Adaptive Federated Dropout: Improving Communication Efficiency and
Generalization for Federated Learning
- URL: http://arxiv.org/abs/2011.04050v1
- Date: Sun, 8 Nov 2020 18:41:44 GMT
- Title: Adaptive Federated Dropout: Improving Communication Efficiency and
Generalization for Federated Learning
- Authors: Nader Bouacida, Jiahui Hou, Hui Zang and Xin Liu
- Abstract summary: A revolutionary decentralized machine learning setting, known as Federated Learning, enables multiple clients located at different geographical locations to collaboratively learn a machine learning model.
Communication between the clients and the server is considered a main bottleneck in the convergence time of federated learning.
We propose and study Adaptive Federated Dropout (AFD), a novel technique to reduce the communication costs associated with federated learning.
- Score: 6.982736900950362
- License: http://arxiv.org/licenses/nonexclusive-distrib/1.0/
- Abstract: With more regulations tackling users' privacy-sensitive data protection in
recent years, access to such data has become increasingly restricted and
controversial. To exploit the wealth of data generated and located at
distributed entities such as mobile phones, a revolutionary decentralized
machine learning setting, known as Federated Learning, enables multiple clients
located at different geographical locations to collaboratively learn a machine
learning model while keeping all their data on-device. However, the scale and
decentralization of federated learning present new challenges.
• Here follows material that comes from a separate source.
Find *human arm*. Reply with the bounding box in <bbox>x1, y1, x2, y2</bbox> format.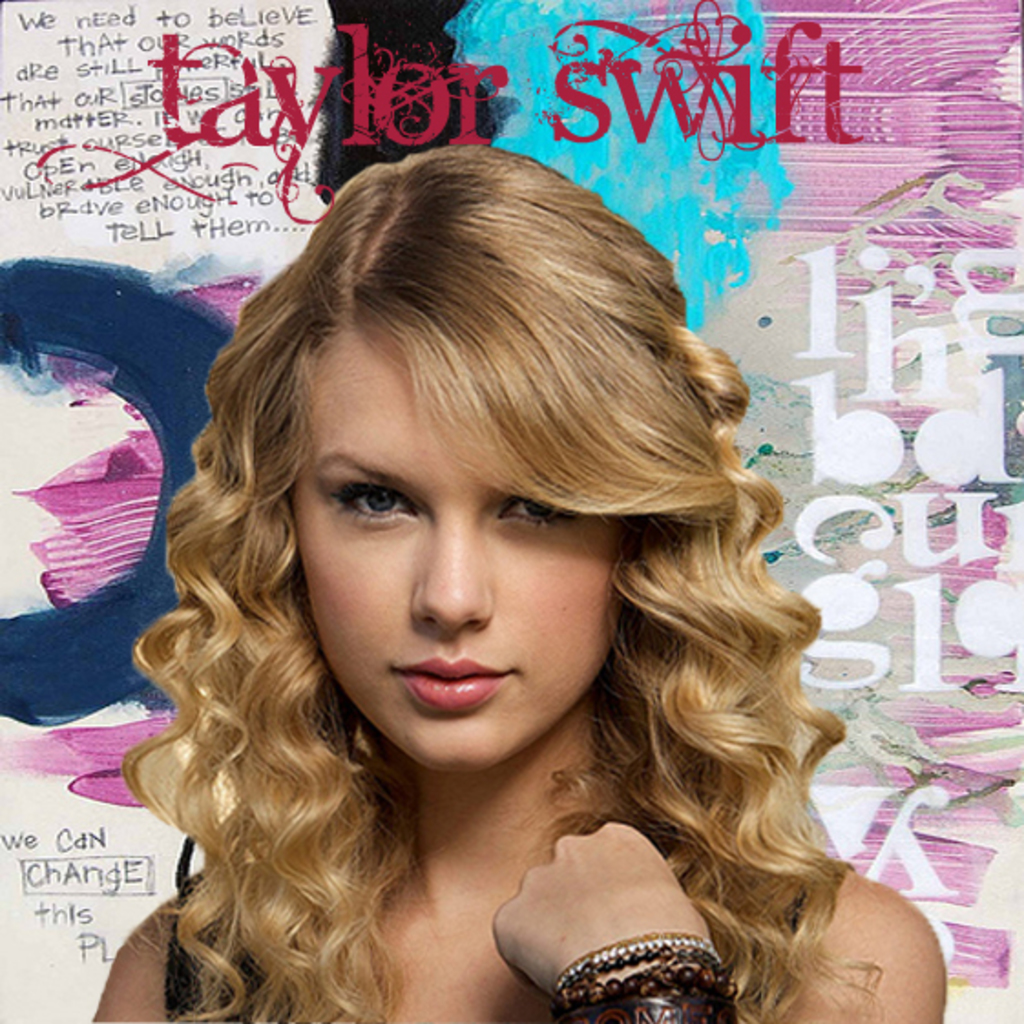
<bbox>491, 818, 946, 1022</bbox>.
Communication
between the clients and the server is considered a main bottleneck in the
convergence time of federated learning.
In this paper, we propose and study Adaptive Federated Dropout (AFD), a novel
technique to reduce the communication costs associated with federated learning.
It optimizes both server-client communications and computation costs by
allowing clients to train locally on a selected subset of the global model. We
empirically show that this strategy, combined with existing compression
methods, collectively provides up to 57x reduction in convergence time. It also
outperforms the state-of-the-art solutions for communication efficiency.
Furthermore, it improves model generalization by up to 1.7%.